Times New Roman, 14 Pt. February 3, 2011
Posted by KG in Etc., FS Life, State.trackback
In one of those great second season West Wing episodes, Sam asks the immortal Ainsley Hayes to edit a 23-page position paper down to three pages. Twenty-three pages! Fellow bureaucrats, can you imagine? My experience the last few months in the Department tells me that paper only gets shorter the higher it goes up the food chain. Frankly, I wouldn’t be surprised if over at the non-fictional West Wing they communicate via punctuation.
I’ve been working within the Department central machinery for long enough that writing at significant length has become a challenge. This is fantastic for both Twitter and text messaging, but a terrible affirmation of my own technology-aided short attention span. These days paper longer than a few pages drives me mad. Bullet lists are so much easier. Also of note is that it’s paper, vice “articles” or “stories.”
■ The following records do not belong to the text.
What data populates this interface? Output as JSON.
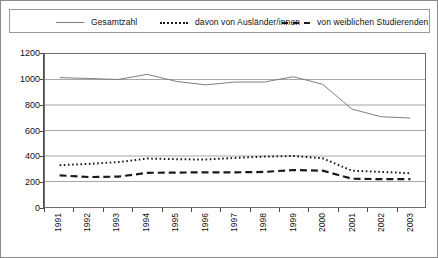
{
  "legend": {
    "entries": [
      {
        "label": "Gesamtzahl",
        "style": "solid",
        "color": "#7d7d7d"
      },
      {
        "label": "davon von Ausländer/innen",
        "style": "dotted",
        "color": "#1a1a1a"
      },
      {
        "label": "von weiblichen Studierenden",
        "style": "dashed",
        "color": "#1a1a1a"
      }
    ]
  },
  "axes": {
    "y_ticks": [
      "0",
      "200",
      "400",
      "600",
      "800",
      "1000",
      "1200"
    ],
    "x_ticks": [
      "1991",
      "1992",
      "1993",
      "1994",
      "1995",
      "1996",
      "1997",
      "1998",
      "1999",
      "2000",
      "2001",
      "2002",
      "2003"
    ]
  },
  "chart_data": {
    "type": "line",
    "title": "",
    "xlabel": "",
    "ylabel": "",
    "ylim": [
      0,
      1200
    ],
    "ytick_step": 200,
    "grid": true,
    "legend_position": "top",
    "categories": [
      "1991",
      "1992",
      "1993",
      "1994",
      "1995",
      "1996",
      "1997",
      "1998",
      "1999",
      "2000",
      "2001",
      "2002",
      "2003"
    ],
    "series": [
      {
        "name": "Gesamtzahl",
        "style": "solid",
        "color": "#7d7d7d",
        "values": [
          1015,
          1008,
          1000,
          1040,
          985,
          958,
          980,
          980,
          1022,
          962,
          768,
          708,
          698
        ]
      },
      {
        "name": "davon von Ausländer/innen",
        "style": "dotted",
        "color": "#1a1a1a",
        "values": [
          328,
          338,
          352,
          380,
          375,
          372,
          385,
          395,
          400,
          382,
          285,
          275,
          265
        ]
      },
      {
        "name": "von weiblichen Studierenden",
        "style": "dashed",
        "color": "#1a1a1a",
        "values": [
          248,
          235,
          238,
          268,
          270,
          272,
          272,
          275,
          290,
          285,
          222,
          218,
          218
        ]
      }
    ]
  }
}
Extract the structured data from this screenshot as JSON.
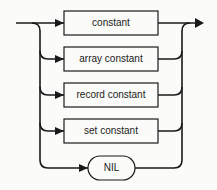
{
  "diagram": {
    "type": "syntax-diagram",
    "alternatives": [
      {
        "label": "constant",
        "shape": "box"
      },
      {
        "label": "array constant",
        "shape": "box"
      },
      {
        "label": "record constant",
        "shape": "box"
      },
      {
        "label": "set constant",
        "shape": "box"
      },
      {
        "label": "NIL",
        "shape": "rounded"
      }
    ],
    "colors": {
      "line": "#1a1a1a",
      "background": "#fbfbf9"
    }
  }
}
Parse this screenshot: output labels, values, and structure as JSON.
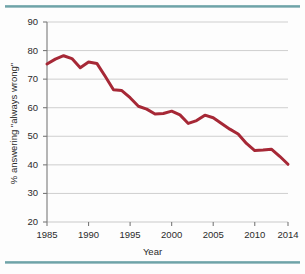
{
  "figure": {
    "background_color": "#fdfdfd",
    "rule_color": "#6fa3a8",
    "top_rule_name": "top-divider",
    "bottom_rule_name": "bottom-divider"
  },
  "chart_data": {
    "type": "line",
    "title": "",
    "subtitle": "",
    "xlabel": "Year",
    "ylabel": "% answering \"always wrong\"",
    "xlim": [
      1985,
      2014
    ],
    "ylim": [
      20,
      90
    ],
    "xticks": [
      1985,
      1990,
      1995,
      2000,
      2005,
      2010,
      2014
    ],
    "xtick_labels": [
      "1985",
      "1990",
      "1995",
      "2000",
      "2005",
      "2010",
      "2014"
    ],
    "yticks": [
      20,
      30,
      40,
      50,
      60,
      70,
      80,
      90
    ],
    "ytick_labels": [
      "20",
      "30",
      "40",
      "50",
      "60",
      "70",
      "80",
      "90"
    ],
    "grid": "horizontal",
    "grid_color": "#c9c9c9",
    "legend": "none",
    "series": [
      {
        "name": "% answering \"always wrong\"",
        "color": "#a62836",
        "line_width": 3,
        "x": [
          1985,
          1986,
          1987,
          1988,
          1989,
          1990,
          1991,
          1992,
          1993,
          1994,
          1995,
          1996,
          1997,
          1998,
          1999,
          2000,
          2001,
          2002,
          2003,
          2004,
          2005,
          2006,
          2007,
          2008,
          2009,
          2010,
          2011,
          2012,
          2013,
          2014
        ],
        "values": [
          75.3,
          77.0,
          78.2,
          77.2,
          74.0,
          76.0,
          75.5,
          71.0,
          66.3,
          66.0,
          63.5,
          60.5,
          59.5,
          57.8,
          58.0,
          58.8,
          57.5,
          54.5,
          55.5,
          57.4,
          56.5,
          54.5,
          52.5,
          50.8,
          47.5,
          45.0,
          45.2,
          45.5,
          43.0,
          40.2
        ]
      }
    ]
  },
  "annotations": {
    "y_axis_name": "y-axis",
    "x_axis_name": "x-axis"
  }
}
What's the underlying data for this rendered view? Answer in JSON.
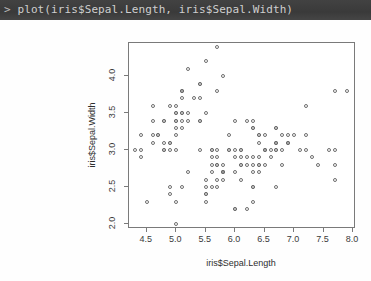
{
  "console": {
    "prompt": "> ",
    "command": "plot(iris$Sepal.Length, iris$Sepal.Width)",
    "bar_color": "#3d3d3d",
    "text_color": "#cfcfcf"
  },
  "chart_data": {
    "type": "scatter",
    "title": "",
    "xlabel": "iris$Sepal.Length",
    "ylabel": "iris$Sepal.Width",
    "xlim": [
      4.2,
      8.05
    ],
    "ylim": [
      1.93,
      4.45
    ],
    "xticks": [
      4.5,
      5.0,
      5.5,
      6.0,
      6.5,
      7.0,
      7.5,
      8.0
    ],
    "xticklabels": [
      "4.5",
      "5.0",
      "5.5",
      "6.0",
      "6.5",
      "7.0",
      "7.5",
      "8.0"
    ],
    "yticks": [
      2.0,
      2.5,
      3.0,
      3.5,
      4.0
    ],
    "yticklabels": [
      "2.0",
      "2.5",
      "3.0",
      "3.5",
      "4.0"
    ],
    "grid": false,
    "legend": false,
    "marker": "open-circle",
    "marker_color": "#6e6e6e",
    "series": [
      {
        "name": "iris",
        "x": [
          5.1,
          4.9,
          4.7,
          4.6,
          5.0,
          5.4,
          4.6,
          5.0,
          4.4,
          4.9,
          5.4,
          4.8,
          4.8,
          4.3,
          5.8,
          5.7,
          5.4,
          5.1,
          5.7,
          5.1,
          5.4,
          5.1,
          4.6,
          5.1,
          4.8,
          5.0,
          5.0,
          5.2,
          5.2,
          4.7,
          4.8,
          5.4,
          5.2,
          5.5,
          4.9,
          5.0,
          5.5,
          4.9,
          4.4,
          5.1,
          5.0,
          4.5,
          4.4,
          5.0,
          5.1,
          4.8,
          5.1,
          4.6,
          5.3,
          5.0,
          7.0,
          6.4,
          6.9,
          5.5,
          6.5,
          5.7,
          6.3,
          4.9,
          6.6,
          5.2,
          5.0,
          5.9,
          6.0,
          6.1,
          5.6,
          6.7,
          5.6,
          5.8,
          6.2,
          5.6,
          5.9,
          6.1,
          6.3,
          6.1,
          6.4,
          6.6,
          6.8,
          6.7,
          6.0,
          5.7,
          5.5,
          5.5,
          5.8,
          6.0,
          5.4,
          6.0,
          6.7,
          6.3,
          5.6,
          5.5,
          5.5,
          6.1,
          5.8,
          5.0,
          5.6,
          5.7,
          5.7,
          6.2,
          5.1,
          5.7,
          6.3,
          5.8,
          7.1,
          6.3,
          6.5,
          7.6,
          4.9,
          7.3,
          6.7,
          7.2,
          6.5,
          6.4,
          6.8,
          5.7,
          5.8,
          6.4,
          6.5,
          7.7,
          7.7,
          6.0,
          6.9,
          5.6,
          7.7,
          6.3,
          6.7,
          7.2,
          6.2,
          6.1,
          6.4,
          7.2,
          7.4,
          7.9,
          6.4,
          6.3,
          6.1,
          7.7,
          6.3,
          6.4,
          6.0,
          6.9,
          6.7,
          6.9,
          5.8,
          6.8,
          6.7,
          6.7,
          6.3,
          6.5,
          6.2,
          5.9
        ],
        "y": [
          3.5,
          3.0,
          3.2,
          3.1,
          3.6,
          3.9,
          3.4,
          3.4,
          2.9,
          3.1,
          3.7,
          3.4,
          3.0,
          3.0,
          4.0,
          4.4,
          3.9,
          3.5,
          3.8,
          3.8,
          3.4,
          3.7,
          3.6,
          3.3,
          3.4,
          3.0,
          3.4,
          3.5,
          3.4,
          3.2,
          3.1,
          3.4,
          4.1,
          4.2,
          3.1,
          3.2,
          3.5,
          3.6,
          3.0,
          3.4,
          3.5,
          2.3,
          3.2,
          3.5,
          3.8,
          3.0,
          3.8,
          3.2,
          3.7,
          3.3,
          3.2,
          3.2,
          3.1,
          2.3,
          2.8,
          2.8,
          3.3,
          2.4,
          2.9,
          2.7,
          2.0,
          3.0,
          2.2,
          2.9,
          2.9,
          3.1,
          3.0,
          2.7,
          2.2,
          2.5,
          3.2,
          2.8,
          2.5,
          2.8,
          2.9,
          3.0,
          2.8,
          3.0,
          2.9,
          2.6,
          2.4,
          2.4,
          2.7,
          2.7,
          3.0,
          3.4,
          3.1,
          2.3,
          3.0,
          2.5,
          2.6,
          3.0,
          2.6,
          2.3,
          2.7,
          3.0,
          2.9,
          2.9,
          2.5,
          2.8,
          3.3,
          2.7,
          3.0,
          2.9,
          3.0,
          3.0,
          2.5,
          2.9,
          2.5,
          3.6,
          3.2,
          2.7,
          3.0,
          2.5,
          2.8,
          3.2,
          3.0,
          3.8,
          2.6,
          2.2,
          3.2,
          2.8,
          2.8,
          2.7,
          3.3,
          3.2,
          2.8,
          3.0,
          2.8,
          3.0,
          2.8,
          3.8,
          2.8,
          2.8,
          2.6,
          3.0,
          3.4,
          3.1,
          3.0,
          3.1,
          3.1,
          3.1,
          2.7,
          3.2,
          3.3,
          3.0,
          2.5,
          3.0,
          3.4,
          3.0
        ]
      }
    ]
  }
}
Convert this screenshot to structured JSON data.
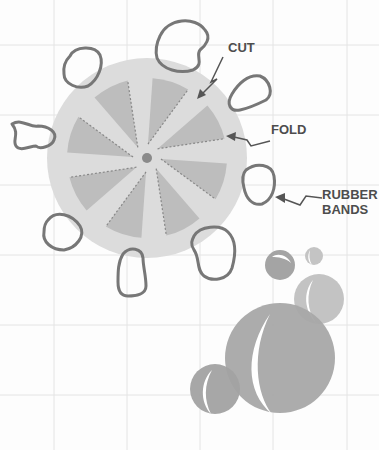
{
  "diagram": {
    "labels": {
      "cut": "CUT",
      "fold": "FOLD",
      "rubber_bands_line1": "RUBBER",
      "rubber_bands_line2": "BANDS"
    },
    "colors": {
      "background": "#fdfdfd",
      "grid": "#e4e4e4",
      "disc": "#dcdcdc",
      "wedge": "#bdbdbd",
      "outline": "#757575",
      "center_dot": "#8a8a8a",
      "marble_dark": "#a2a2a2",
      "marble_light": "#bdbdbd",
      "highlight": "#ffffff"
    }
  }
}
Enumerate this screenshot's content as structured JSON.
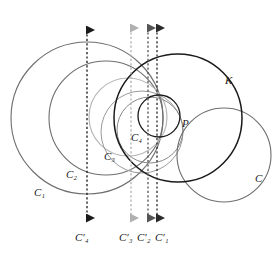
{
  "figure": {
    "width": 279,
    "height": 253,
    "background": "#ffffff"
  },
  "palette": {
    "black": "#1a1a1a",
    "dark_gray": "#444444",
    "mid_gray": "#6e6e6e",
    "gray": "#8a8a8a",
    "light_gray": "#b8b8b8",
    "very_light_gray": "#cfcfcf",
    "white": "#ffffff"
  },
  "labels": [
    {
      "id": "C1",
      "base": "C",
      "sub": "1",
      "prime": false,
      "x": 40,
      "y": 192,
      "color": "#555555"
    },
    {
      "id": "C2",
      "base": "C",
      "sub": "2",
      "prime": false,
      "x": 72,
      "y": 174,
      "color": "#555555"
    },
    {
      "id": "C3",
      "base": "C",
      "sub": "3",
      "prime": false,
      "x": 110,
      "y": 156,
      "color": "#8a8a8a"
    },
    {
      "id": "C4",
      "base": "C",
      "sub": "4",
      "prime": false,
      "x": 136,
      "y": 137,
      "color": "#1a1a1a"
    },
    {
      "id": "K",
      "base": "K",
      "sub": "",
      "prime": false,
      "x": 229,
      "y": 80,
      "color": "#1a1a1a"
    },
    {
      "id": "C",
      "base": "C",
      "sub": "",
      "prime": false,
      "x": 259,
      "y": 178,
      "color": "#1a1a1a"
    },
    {
      "id": "P",
      "base": "P",
      "sub": "",
      "prime": false,
      "x": 185,
      "y": 124,
      "color": "#1a1a1a"
    },
    {
      "id": "C4prime",
      "base": "C",
      "sub": "4",
      "prime": true,
      "x": 81,
      "y": 238,
      "color": "#1a1a1a"
    },
    {
      "id": "C3prime",
      "base": "C",
      "sub": "3",
      "prime": true,
      "x": 125,
      "y": 238,
      "color": "#8a8a8a"
    },
    {
      "id": "C2prime",
      "base": "C",
      "sub": "2",
      "prime": true,
      "x": 143,
      "y": 238,
      "color": "#444444"
    },
    {
      "id": "C1prime",
      "base": "C",
      "sub": "1",
      "prime": true,
      "x": 160,
      "y": 238,
      "color": "#1a1a1a"
    }
  ],
  "label_text": {
    "C1": "C₁",
    "C2": "C₂",
    "C3": "C₃",
    "C4": "C₄",
    "K": "K",
    "C": "C",
    "P": "P",
    "C4prime": "C′₄",
    "C3prime": "C′₃",
    "C2prime": "C′₂",
    "C1prime": "C′₁"
  },
  "circles": [
    {
      "id": "C1",
      "cx": 87,
      "cy": 118,
      "r": 76,
      "stroke": "#6e6e6e",
      "width": 1.1
    },
    {
      "id": "C2",
      "cx": 106,
      "cy": 118,
      "r": 57,
      "stroke": "#6e6e6e",
      "width": 1.1
    },
    {
      "id": "C3",
      "cx": 128,
      "cy": 117,
      "r": 39,
      "stroke": "#b8b8b8",
      "width": 1.2
    },
    {
      "id": "C4",
      "cx": 159,
      "cy": 116,
      "r": 21,
      "stroke": "#1a1a1a",
      "width": 1.3
    },
    {
      "id": "K",
      "cx": 178,
      "cy": 118,
      "r": 64,
      "stroke": "#1a1a1a",
      "width": 1.5
    },
    {
      "id": "C",
      "cx": 224,
      "cy": 155,
      "r": 47,
      "stroke": "#6e6e6e",
      "width": 1.1
    },
    {
      "id": "K-inner-arc-a",
      "cx": 150,
      "cy": 130,
      "r": 33,
      "stroke": "#8a8a8a",
      "width": 1.0
    },
    {
      "id": "K-inner-arc-b",
      "cx": 142,
      "cy": 132,
      "r": 41,
      "stroke": "#9a9a9a",
      "width": 1.0
    }
  ],
  "image_lines": [
    {
      "id": "C4prime-line",
      "x": 87,
      "y_top": 24,
      "y_bottom": 224,
      "color": "#1a1a1a",
      "label": "C4prime"
    },
    {
      "id": "C3prime-line",
      "x": 131,
      "y_top": 22,
      "y_bottom": 224,
      "color": "#b0b0b0",
      "label": "C3prime"
    },
    {
      "id": "C2prime-line",
      "x": 148,
      "y_top": 22,
      "y_bottom": 224,
      "color": "#555555",
      "label": "C2prime"
    },
    {
      "id": "C1prime-line",
      "x": 157,
      "y_top": 22,
      "y_bottom": 224,
      "color": "#2b2b2b",
      "label": "C1prime"
    }
  ],
  "points": [
    {
      "id": "P",
      "x": 180,
      "y": 120,
      "label": "P"
    }
  ]
}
The most frustrating part of this is that my brain thinks this is zero-sum. With all my writing and work reading coming out as declarative, simple sentences, reading in my personal life is just that much harder. Comic books? Ooh, colors and pictures! Easy. Newspapers also seem fine. But a history of the Middle East in the early 20th century? I’ve been trying to finish that thing for months. Back when I was younger, I could have knocked that book out in a week. Somehow work has caused me to lose the monastic discipline I had to read complex, rich texts. Of course, work may just be a scapegoat, and I might just be getting dumber.
If it is actually work, there may be a bright side. I could be Army, and be knee-deep in slide decks.



When did “powerpoint presentations” become “slide decks” anyway?
Fromkin’s book is great! The only thing that slowed me down (and I’m older than you by far) is having to stop and say to myself “doh, we’re doing that again” over and over as I read it.
Glad you mentioned it though, I need to re-read it now that we’re over here.